The District Department of Transportation (DDOT) suspended Capital Bikeshare, a bicycle sharing system that serves DC, and banned vehicles of scooter companies from the streets for the public’s safety before the city entered its third night of protests.
“At the point where it is a safety issue, we listen to the safety professionals,” a DDOT spokesperson told WAMU about the decision which was made early Sunday morning after they received a request from the police.
Some individuals reportedly used scooters as projectiles during Saturday’s protest in the District, which later turned violent, according to the police.
The scooter companies operating in DC, Spin, Lime, Lyft, and Skip, followed DDOT’s order and withdrew their vehicles from the streets.
Capital Bikeshare will be offline and bikes will be unavailable in DC this evening, Sunday May 31st.
— Capital Bikeshare (@bikeshare) May 31, 2020
In late 2019, DDOT approved 10,000 e-scooters and 5,000 e-bikes for DC’s 2020 dockless vehicle program belonging to four electric scooter companies and two e-bike companies, which was approximately a 60 percent increase from last year’s figures.
Ward 3 Council member Mary Cheh introduced of a bill in November 2019, calling for strict regulation on the use of electric scooters that increasingly affects the city’s traffic. Cheh told the DC Council that many scooter users violate safety rules while they ride among pedestrians and cars at high speeds.
The District’s dockless vehicle program is aiming to help proceed Mayor Muriel Bowser’s “goal to provide accessible transportation options across all eight wards,” DDOT Director Jeff Marootian said in a statement last year.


REQUIRED ACTION: Reproduce every record exactly as it appears, but not the pictures.

[Opening INPUT FOR THIS TASK section]

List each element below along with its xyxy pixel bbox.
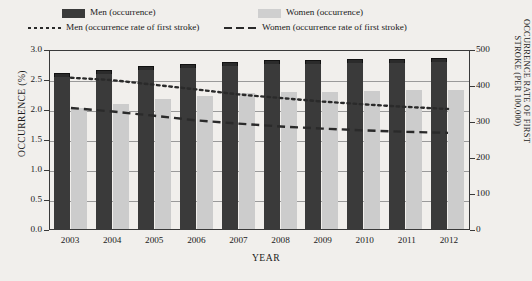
legend-swatch-women-bar-icon xyxy=(258,9,281,18)
y-axis-right-tick-label: 300 xyxy=(476,117,510,126)
line-women-rate xyxy=(71,108,448,133)
y-axis-right-tick-mark xyxy=(470,86,475,87)
legend-row-lines: Men (occurrence rate of first stroke) Wo… xyxy=(0,21,532,35)
y-axis-left-title: OCCURRENCE (%) xyxy=(16,39,27,189)
y-axis-right-tick-label: 400 xyxy=(476,81,510,90)
x-axis-tick-label: 2003 xyxy=(47,236,93,245)
chart-legend: Men (occurrence) Women (occurrence) Men … xyxy=(0,6,532,38)
y-axis-right-tick-label: 100 xyxy=(476,189,510,198)
y-axis-right-tick-mark xyxy=(470,230,475,231)
x-axis-tick-label: 2010 xyxy=(342,236,388,245)
y-axis-left-tick-mark xyxy=(44,230,49,231)
legend-item-women-rate: Women (occurrence rate of first stroke) xyxy=(224,21,407,35)
stroke-occurrence-chart: Men (occurrence) Women (occurrence) Men … xyxy=(0,0,532,281)
y-axis-right-tick-mark xyxy=(470,158,475,159)
y-axis-left-tick-label: 0.0 xyxy=(8,225,42,234)
legend-item-men-occurrence: Men (occurrence) xyxy=(62,6,156,20)
y-axis-right-tick-mark xyxy=(470,50,475,51)
legend-label-women-rate: Women (occurrence rate of first stroke) xyxy=(262,23,407,32)
legend-dashed-line-icon xyxy=(224,24,257,33)
y-axis-right-title: OCCURRENCE RATE OF FIRST STROKE (PER 100… xyxy=(513,11,531,151)
legend-label-men-occurrence: Men (occurrence) xyxy=(90,8,156,17)
x-axis-tick-label: 2008 xyxy=(258,236,304,245)
y-axis-left-tick-label: 0.5 xyxy=(8,195,42,204)
x-axis-tick-label: 2012 xyxy=(426,236,472,245)
x-axis-title: YEAR xyxy=(0,252,532,263)
x-axis-tick-label: 2004 xyxy=(89,236,135,245)
x-axis-tick-label: 2007 xyxy=(215,236,261,245)
plot-area xyxy=(49,50,470,230)
legend-label-women-occurrence: Women (occurrence) xyxy=(286,8,363,17)
y-axis-right-tick-mark xyxy=(470,194,475,195)
line-men-rate xyxy=(71,78,448,109)
legend-label-men-rate: Men (occurrence rate of first stroke) xyxy=(66,23,199,32)
x-axis-tick-label: 2005 xyxy=(131,236,177,245)
legend-row-bars: Men (occurrence) Women (occurrence) xyxy=(0,6,532,20)
legend-item-men-rate: Men (occurrence rate of first stroke) xyxy=(28,21,199,35)
y-axis-right-tick-label: 500 xyxy=(476,45,510,54)
legend-item-women-occurrence: Women (occurrence) xyxy=(258,6,363,20)
y-axis-right-tick-label: 200 xyxy=(476,153,510,162)
line-series-container xyxy=(50,51,469,229)
x-axis-tick-label: 2009 xyxy=(300,236,346,245)
x-axis-tick-label: 2011 xyxy=(384,236,430,245)
legend-swatch-men-bar-icon xyxy=(62,9,85,18)
x-axis-tick-label: 2006 xyxy=(173,236,219,245)
legend-dotted-line-icon xyxy=(28,24,61,33)
y-axis-right-tick-mark xyxy=(470,122,475,123)
y-axis-right-tick-label: 0 xyxy=(476,225,510,234)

[Closing INPUT FOR THIS TASK section]

TASK OUTPUT:
List each element below along with its xyxy pixel bbox.
legend-swatch-women-bar-icon xyxy=(258,9,281,18)
y-axis-right-tick-label: 300 xyxy=(476,117,510,126)
line-women-rate xyxy=(71,108,448,133)
y-axis-right-tick-mark xyxy=(470,86,475,87)
legend-row-lines: Men (occurrence rate of first stroke) Wo… xyxy=(0,21,532,35)
y-axis-left-title: OCCURRENCE (%) xyxy=(16,39,27,189)
y-axis-right-tick-label: 400 xyxy=(476,81,510,90)
x-axis-tick-label: 2003 xyxy=(47,236,93,245)
chart-legend: Men (occurrence) Women (occurrence) Men … xyxy=(0,6,532,38)
y-axis-right-tick-label: 100 xyxy=(476,189,510,198)
y-axis-right-tick-mark xyxy=(470,230,475,231)
x-axis-tick-label: 2010 xyxy=(342,236,388,245)
y-axis-left-tick-mark xyxy=(44,230,49,231)
legend-item-women-rate: Women (occurrence rate of first stroke) xyxy=(224,21,407,35)
stroke-occurrence-chart: Men (occurrence) Women (occurrence) Men … xyxy=(0,0,532,281)
y-axis-right-tick-mark xyxy=(470,158,475,159)
y-axis-left-tick-label: 0.0 xyxy=(8,225,42,234)
legend-item-men-occurrence: Men (occurrence) xyxy=(62,6,156,20)
y-axis-right-tick-mark xyxy=(470,50,475,51)
legend-label-women-rate: Women (occurrence rate of first stroke) xyxy=(262,23,407,32)
legend-dashed-line-icon xyxy=(224,24,257,33)
y-axis-right-title: OCCURRENCE RATE OF FIRST STROKE (PER 100… xyxy=(513,11,531,151)
legend-label-men-occurrence: Men (occurrence) xyxy=(90,8,156,17)
x-axis-tick-label: 2008 xyxy=(258,236,304,245)
y-axis-left-tick-label: 0.5 xyxy=(8,195,42,204)
x-axis-tick-label: 2012 xyxy=(426,236,472,245)
x-axis-title: YEAR xyxy=(0,252,532,263)
x-axis-tick-label: 2004 xyxy=(89,236,135,245)
x-axis-tick-label: 2007 xyxy=(215,236,261,245)
plot-area xyxy=(49,50,470,230)
legend-label-women-occurrence: Women (occurrence) xyxy=(286,8,363,17)
y-axis-right-tick-mark xyxy=(470,194,475,195)
line-men-rate xyxy=(71,78,448,109)
legend-label-men-rate: Men (occurrence rate of first stroke) xyxy=(66,23,199,32)
x-axis-tick-label: 2005 xyxy=(131,236,177,245)
legend-row-bars: Men (occurrence) Women (occurrence) xyxy=(0,6,532,20)
legend-item-men-rate: Men (occurrence rate of first stroke) xyxy=(28,21,199,35)
y-axis-right-tick-label: 500 xyxy=(476,45,510,54)
legend-item-women-occurrence: Women (occurrence) xyxy=(258,6,363,20)
y-axis-right-tick-label: 200 xyxy=(476,153,510,162)
line-series-container xyxy=(50,51,469,229)
x-axis-tick-label: 2009 xyxy=(300,236,346,245)
x-axis-tick-label: 2011 xyxy=(384,236,430,245)
legend-swatch-men-bar-icon xyxy=(62,9,85,18)
x-axis-tick-label: 2006 xyxy=(173,236,219,245)
legend-dotted-line-icon xyxy=(28,24,61,33)
y-axis-right-tick-mark xyxy=(470,122,475,123)
y-axis-right-tick-label: 0 xyxy=(476,225,510,234)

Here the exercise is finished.